McAnulty is obviously conscious of this.
“I’ve been working up a relationship with Julie Anne Genter,” he said.
“Now that we share this portfolio, I’m talking to her a lot more.
“We’re starting to share a few panels together, so it makes sense to get a full understanding of where they’re at.
“I don’t think it’s an accurate description to say they’re totally against roads.
“They look very closely at the business case, and there are some questions starting to arise about the Northland Highway and whether that’s value for money.
“I think they are right in questioning that, and so have we, but ultimately, we affirm our view that if a project has started, we will honour it.”
Defining when a project has started is also a matter of controversy.
McAnulty says he means when the contracts have been signed and work is underway.
The other contentious issue is how projects will be funded.
Bishop has accused Labour of speaking with two different voices on this.
“We invited Labour to the Infrastructure and Investment Summit and they came and Barbara Edmonds wrote a foreword for the Public Private Partnership (PPP) guidance document, but then the day after the summit, Chris Hipkins sent an email out to the Labour Party database saying that National was privatising schools and hospitals,” Bishop said.
“So, they turned up and said, we’ll act in the public interest and be bipartisan, and then they basically lied and said that we were privatising hospitals.
“There needs to be a bit of good faith on either side.
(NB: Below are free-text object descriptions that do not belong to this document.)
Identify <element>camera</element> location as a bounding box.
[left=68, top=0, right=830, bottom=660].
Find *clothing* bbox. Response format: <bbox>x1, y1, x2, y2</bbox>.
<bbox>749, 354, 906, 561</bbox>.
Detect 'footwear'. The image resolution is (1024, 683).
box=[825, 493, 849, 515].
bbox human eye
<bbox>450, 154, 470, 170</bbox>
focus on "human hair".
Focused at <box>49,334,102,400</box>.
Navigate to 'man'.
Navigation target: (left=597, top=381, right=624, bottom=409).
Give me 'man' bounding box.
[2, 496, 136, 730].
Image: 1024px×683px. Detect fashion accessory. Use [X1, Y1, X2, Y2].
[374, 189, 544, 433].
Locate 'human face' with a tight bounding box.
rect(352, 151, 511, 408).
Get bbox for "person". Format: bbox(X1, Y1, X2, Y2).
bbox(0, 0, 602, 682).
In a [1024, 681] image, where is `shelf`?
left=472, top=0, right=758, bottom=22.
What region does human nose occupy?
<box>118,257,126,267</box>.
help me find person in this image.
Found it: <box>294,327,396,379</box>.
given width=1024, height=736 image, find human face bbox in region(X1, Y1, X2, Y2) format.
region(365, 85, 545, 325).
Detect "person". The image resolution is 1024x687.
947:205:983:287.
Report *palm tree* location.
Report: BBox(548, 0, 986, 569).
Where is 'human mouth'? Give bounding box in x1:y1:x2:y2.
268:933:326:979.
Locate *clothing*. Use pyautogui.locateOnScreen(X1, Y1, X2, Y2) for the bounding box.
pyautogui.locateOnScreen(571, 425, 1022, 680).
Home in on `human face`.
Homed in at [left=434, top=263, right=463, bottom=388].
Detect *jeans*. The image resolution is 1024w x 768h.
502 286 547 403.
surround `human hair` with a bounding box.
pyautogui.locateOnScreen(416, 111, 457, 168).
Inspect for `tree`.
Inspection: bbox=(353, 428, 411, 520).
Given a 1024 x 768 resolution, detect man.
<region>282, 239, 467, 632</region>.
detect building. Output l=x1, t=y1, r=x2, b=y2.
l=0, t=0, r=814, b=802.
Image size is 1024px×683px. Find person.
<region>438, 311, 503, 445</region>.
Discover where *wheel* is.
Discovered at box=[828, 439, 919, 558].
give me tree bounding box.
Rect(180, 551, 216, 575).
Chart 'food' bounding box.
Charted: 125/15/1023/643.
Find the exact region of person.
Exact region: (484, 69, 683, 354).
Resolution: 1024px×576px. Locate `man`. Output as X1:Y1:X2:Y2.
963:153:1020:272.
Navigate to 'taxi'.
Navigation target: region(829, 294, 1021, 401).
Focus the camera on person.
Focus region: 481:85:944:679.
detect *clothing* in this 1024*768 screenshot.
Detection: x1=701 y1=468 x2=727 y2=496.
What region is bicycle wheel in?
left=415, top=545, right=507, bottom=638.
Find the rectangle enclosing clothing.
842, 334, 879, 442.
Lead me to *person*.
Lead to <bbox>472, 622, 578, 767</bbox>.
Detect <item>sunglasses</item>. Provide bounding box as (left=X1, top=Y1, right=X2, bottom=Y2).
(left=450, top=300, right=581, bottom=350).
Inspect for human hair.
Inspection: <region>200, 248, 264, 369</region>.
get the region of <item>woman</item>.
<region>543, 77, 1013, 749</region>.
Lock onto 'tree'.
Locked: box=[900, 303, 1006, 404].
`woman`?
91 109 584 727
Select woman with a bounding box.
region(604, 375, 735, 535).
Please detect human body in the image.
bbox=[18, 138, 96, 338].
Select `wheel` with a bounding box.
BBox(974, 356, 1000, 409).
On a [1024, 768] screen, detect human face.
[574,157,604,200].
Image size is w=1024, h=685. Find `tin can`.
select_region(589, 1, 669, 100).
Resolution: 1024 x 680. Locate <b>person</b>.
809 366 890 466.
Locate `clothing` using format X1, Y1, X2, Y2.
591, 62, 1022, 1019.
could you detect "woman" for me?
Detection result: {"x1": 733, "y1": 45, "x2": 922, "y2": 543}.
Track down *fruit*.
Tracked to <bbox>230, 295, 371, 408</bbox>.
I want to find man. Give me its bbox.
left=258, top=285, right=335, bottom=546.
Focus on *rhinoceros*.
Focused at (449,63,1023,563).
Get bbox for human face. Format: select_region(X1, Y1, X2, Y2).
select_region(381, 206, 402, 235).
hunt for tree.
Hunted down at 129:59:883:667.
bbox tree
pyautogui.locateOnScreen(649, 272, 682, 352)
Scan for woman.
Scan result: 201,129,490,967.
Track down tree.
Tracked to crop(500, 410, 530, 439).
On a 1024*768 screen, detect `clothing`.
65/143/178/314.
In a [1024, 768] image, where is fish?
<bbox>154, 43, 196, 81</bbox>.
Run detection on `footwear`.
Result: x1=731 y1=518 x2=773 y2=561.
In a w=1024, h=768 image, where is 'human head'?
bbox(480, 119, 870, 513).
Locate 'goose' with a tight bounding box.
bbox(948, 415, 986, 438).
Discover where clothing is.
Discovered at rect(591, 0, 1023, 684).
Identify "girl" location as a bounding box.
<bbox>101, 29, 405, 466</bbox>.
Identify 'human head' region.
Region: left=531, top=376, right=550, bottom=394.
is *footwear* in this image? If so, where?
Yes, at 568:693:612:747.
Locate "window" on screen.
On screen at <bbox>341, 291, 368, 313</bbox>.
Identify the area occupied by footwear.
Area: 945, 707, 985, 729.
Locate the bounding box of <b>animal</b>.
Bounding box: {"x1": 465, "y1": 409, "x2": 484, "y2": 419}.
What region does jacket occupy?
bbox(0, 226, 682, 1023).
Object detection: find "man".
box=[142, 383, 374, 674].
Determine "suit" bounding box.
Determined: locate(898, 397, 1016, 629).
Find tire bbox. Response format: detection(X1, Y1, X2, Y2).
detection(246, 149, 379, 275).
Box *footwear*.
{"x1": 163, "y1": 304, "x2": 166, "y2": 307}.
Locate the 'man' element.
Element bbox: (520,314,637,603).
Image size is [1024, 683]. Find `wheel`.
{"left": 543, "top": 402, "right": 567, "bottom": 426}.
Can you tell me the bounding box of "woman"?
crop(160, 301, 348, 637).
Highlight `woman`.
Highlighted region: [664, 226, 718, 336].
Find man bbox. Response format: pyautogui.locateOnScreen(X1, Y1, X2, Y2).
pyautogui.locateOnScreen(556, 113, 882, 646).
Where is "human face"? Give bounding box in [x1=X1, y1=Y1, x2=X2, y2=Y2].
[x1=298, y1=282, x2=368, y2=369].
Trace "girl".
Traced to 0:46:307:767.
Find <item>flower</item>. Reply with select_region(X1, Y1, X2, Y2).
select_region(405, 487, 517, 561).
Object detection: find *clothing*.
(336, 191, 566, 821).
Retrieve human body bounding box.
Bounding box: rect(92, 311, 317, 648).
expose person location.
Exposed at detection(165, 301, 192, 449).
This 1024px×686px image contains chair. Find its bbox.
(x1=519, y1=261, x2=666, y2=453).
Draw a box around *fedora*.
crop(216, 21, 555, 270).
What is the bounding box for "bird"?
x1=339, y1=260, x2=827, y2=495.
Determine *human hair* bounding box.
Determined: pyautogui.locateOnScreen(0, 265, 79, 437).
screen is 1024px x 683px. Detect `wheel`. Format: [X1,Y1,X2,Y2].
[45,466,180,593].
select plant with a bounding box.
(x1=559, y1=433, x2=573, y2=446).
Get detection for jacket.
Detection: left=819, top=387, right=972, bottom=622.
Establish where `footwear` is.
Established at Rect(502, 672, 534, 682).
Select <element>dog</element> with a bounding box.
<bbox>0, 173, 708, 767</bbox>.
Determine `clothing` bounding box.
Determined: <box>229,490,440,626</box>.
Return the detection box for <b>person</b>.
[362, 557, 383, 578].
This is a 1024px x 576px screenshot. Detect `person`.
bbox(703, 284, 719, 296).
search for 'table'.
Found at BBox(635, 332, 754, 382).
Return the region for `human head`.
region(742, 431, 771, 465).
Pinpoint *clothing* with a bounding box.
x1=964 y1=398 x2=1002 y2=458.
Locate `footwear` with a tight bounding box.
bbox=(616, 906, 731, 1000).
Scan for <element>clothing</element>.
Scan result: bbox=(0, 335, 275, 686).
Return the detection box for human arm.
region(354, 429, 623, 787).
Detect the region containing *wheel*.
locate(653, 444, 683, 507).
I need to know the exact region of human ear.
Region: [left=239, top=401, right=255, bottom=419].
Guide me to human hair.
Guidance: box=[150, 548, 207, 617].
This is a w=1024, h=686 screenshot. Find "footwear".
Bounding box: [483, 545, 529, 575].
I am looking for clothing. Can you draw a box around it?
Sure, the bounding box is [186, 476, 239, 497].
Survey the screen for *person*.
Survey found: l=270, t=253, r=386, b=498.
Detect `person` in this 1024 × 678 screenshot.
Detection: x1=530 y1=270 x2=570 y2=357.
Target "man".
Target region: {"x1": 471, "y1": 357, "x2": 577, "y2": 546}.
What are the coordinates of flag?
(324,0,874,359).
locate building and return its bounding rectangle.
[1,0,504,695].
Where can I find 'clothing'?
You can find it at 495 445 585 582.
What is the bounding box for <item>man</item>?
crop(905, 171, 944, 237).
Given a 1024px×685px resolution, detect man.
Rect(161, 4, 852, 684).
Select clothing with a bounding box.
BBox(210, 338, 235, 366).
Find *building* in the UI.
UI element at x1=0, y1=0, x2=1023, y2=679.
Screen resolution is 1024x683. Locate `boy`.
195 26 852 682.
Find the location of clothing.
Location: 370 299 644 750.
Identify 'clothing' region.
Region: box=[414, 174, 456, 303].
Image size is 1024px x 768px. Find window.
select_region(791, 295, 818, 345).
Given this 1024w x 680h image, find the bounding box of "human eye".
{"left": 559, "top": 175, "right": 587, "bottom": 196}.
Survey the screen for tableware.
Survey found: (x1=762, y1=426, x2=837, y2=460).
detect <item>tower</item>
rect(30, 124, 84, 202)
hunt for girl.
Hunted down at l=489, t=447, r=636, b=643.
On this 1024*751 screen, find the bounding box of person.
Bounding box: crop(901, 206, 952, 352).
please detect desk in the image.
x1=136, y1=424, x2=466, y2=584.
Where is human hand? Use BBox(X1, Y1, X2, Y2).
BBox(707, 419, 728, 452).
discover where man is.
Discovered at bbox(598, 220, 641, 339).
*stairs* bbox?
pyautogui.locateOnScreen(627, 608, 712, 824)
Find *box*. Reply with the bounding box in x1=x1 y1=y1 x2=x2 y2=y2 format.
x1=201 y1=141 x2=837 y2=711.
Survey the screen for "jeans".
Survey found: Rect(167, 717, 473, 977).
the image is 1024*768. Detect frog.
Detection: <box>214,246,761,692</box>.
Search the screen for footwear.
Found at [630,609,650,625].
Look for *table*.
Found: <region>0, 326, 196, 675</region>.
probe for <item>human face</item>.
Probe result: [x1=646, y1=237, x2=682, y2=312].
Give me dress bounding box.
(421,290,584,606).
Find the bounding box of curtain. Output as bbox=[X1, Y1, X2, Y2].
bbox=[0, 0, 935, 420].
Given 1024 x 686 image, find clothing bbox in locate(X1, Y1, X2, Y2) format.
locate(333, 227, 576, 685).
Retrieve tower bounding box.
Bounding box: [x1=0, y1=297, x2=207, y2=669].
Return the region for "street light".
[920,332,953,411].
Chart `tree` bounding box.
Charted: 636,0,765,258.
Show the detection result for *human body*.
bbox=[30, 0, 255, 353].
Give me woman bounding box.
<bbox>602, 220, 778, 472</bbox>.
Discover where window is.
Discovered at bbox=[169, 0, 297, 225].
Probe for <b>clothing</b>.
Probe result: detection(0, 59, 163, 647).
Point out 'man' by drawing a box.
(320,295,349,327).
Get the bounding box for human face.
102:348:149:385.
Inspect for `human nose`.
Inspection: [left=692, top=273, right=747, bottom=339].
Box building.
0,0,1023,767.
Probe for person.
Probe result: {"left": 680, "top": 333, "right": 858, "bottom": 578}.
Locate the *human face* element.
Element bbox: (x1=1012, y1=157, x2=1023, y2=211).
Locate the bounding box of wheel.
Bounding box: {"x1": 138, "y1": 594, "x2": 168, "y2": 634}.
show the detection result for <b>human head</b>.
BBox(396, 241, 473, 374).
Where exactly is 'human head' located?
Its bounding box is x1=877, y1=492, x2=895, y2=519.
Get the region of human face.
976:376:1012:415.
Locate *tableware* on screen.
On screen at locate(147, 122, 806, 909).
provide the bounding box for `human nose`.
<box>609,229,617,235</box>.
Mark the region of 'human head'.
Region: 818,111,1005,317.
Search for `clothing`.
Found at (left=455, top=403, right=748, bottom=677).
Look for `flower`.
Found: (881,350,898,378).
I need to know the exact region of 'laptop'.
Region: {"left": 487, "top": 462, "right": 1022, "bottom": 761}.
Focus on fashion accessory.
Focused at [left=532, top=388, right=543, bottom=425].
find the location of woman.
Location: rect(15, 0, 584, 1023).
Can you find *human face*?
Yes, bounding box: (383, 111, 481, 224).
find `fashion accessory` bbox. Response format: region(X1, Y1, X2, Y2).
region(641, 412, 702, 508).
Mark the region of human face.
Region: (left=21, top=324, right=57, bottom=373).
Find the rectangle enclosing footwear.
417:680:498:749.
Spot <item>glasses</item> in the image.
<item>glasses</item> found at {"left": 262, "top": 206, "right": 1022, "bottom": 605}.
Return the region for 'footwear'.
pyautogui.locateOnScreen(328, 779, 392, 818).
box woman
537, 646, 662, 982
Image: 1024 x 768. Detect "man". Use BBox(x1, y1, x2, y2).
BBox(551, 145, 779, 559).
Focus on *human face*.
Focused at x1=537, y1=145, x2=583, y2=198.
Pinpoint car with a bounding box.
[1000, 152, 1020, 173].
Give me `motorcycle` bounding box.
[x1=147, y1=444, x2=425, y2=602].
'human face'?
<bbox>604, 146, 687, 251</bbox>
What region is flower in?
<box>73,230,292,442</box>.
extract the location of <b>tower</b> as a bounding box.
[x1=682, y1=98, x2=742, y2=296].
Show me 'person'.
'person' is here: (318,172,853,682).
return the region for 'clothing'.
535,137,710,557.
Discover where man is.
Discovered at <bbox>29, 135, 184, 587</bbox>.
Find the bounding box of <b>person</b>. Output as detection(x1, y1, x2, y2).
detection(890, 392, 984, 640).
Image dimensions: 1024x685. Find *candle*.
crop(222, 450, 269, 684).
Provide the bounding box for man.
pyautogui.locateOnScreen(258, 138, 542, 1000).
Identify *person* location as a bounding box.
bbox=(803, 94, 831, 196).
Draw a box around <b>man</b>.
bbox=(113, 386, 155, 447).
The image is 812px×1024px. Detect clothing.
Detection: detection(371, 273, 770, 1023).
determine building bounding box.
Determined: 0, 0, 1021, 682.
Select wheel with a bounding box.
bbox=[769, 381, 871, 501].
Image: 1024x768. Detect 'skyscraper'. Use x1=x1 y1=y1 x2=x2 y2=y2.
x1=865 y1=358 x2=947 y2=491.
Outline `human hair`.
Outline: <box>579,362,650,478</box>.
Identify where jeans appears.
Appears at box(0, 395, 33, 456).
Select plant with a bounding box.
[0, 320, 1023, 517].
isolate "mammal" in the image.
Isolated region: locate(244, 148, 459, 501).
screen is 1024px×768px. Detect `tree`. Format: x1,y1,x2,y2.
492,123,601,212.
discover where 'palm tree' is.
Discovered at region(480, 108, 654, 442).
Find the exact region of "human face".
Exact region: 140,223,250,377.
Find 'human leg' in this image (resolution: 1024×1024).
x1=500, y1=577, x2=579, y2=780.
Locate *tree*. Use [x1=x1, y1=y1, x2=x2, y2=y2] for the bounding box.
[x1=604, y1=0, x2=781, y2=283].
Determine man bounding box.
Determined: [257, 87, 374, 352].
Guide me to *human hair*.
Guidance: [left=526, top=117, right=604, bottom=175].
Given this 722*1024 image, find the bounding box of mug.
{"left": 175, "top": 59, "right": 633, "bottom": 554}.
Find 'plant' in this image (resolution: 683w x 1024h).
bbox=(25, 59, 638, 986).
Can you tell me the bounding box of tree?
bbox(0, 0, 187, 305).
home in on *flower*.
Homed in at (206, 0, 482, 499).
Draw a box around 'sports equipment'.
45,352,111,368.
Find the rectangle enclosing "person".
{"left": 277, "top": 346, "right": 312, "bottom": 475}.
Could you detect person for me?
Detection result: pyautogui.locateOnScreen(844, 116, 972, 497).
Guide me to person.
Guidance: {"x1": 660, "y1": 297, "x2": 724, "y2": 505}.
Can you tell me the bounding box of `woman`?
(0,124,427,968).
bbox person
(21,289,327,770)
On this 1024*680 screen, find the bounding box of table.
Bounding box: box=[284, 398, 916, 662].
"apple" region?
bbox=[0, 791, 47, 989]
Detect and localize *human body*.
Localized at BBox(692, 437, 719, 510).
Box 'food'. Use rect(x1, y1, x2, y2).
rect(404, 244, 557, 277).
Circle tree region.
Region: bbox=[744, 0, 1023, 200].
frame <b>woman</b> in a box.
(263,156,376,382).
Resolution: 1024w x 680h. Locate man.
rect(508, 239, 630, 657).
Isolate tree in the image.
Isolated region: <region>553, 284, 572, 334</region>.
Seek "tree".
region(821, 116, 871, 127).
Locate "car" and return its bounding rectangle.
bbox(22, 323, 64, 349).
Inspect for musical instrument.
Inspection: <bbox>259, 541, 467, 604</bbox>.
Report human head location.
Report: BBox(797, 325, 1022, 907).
PPPs are just a procurement tool.”
Richard Harman
Hipkins has correctly stated Labour’s policy position. The party will not agree to an infrastructure asset being wholly owned by a private investor.
McAnulty cites private prisons as one example of what Labour opposes.
But that is not what Bishop is proposing.
The Government’s National Infrastructure Funding and Financing portal quite clearly states that ownership of any PPP asset will be retained by the Crown.
“We know that public-private partnerships aren’t akin to privatisation,” said McAnulty.
“But let’s be honest, the majority of New Zealanders don’t understand what a PPP is.
“And if we’re not careful in our language and take every opportunity to reassure them that the Labour Party will always be against privatisation, when we talk about PPPs, you can guarantee someone will make that connection and then go out and say the Labour Party is pro-privatisation.
“We’re not.”
The Infrastructure Commission is clearly conscious of the need to develop a political consensus, but also aware of the political sensitivities that must be satisfied before one can be reached.
“We have already conducted considerable public and stakeholder engagement on development of the [National Infrastructure] plan, including ongoing cross-party briefings,” Commission chairman, Raveen Jaduram, told a Select Committee last week.
“We expect this to be a useful input to helping establish greater political consensus for infrastructure,” he said.
“The delivery of the National Infrastructure Plan remains the focus for our organisation through to December 2025, and this will be followed by a Government response in mid-2026.”
And therein lies the big challenge.
Can any consensus that might exist now survive after the middle of next year, when the parties will be beginning their campaigning for what will probably be an October election.
That will be the big test of whether the need for infrastructure can beat party politics.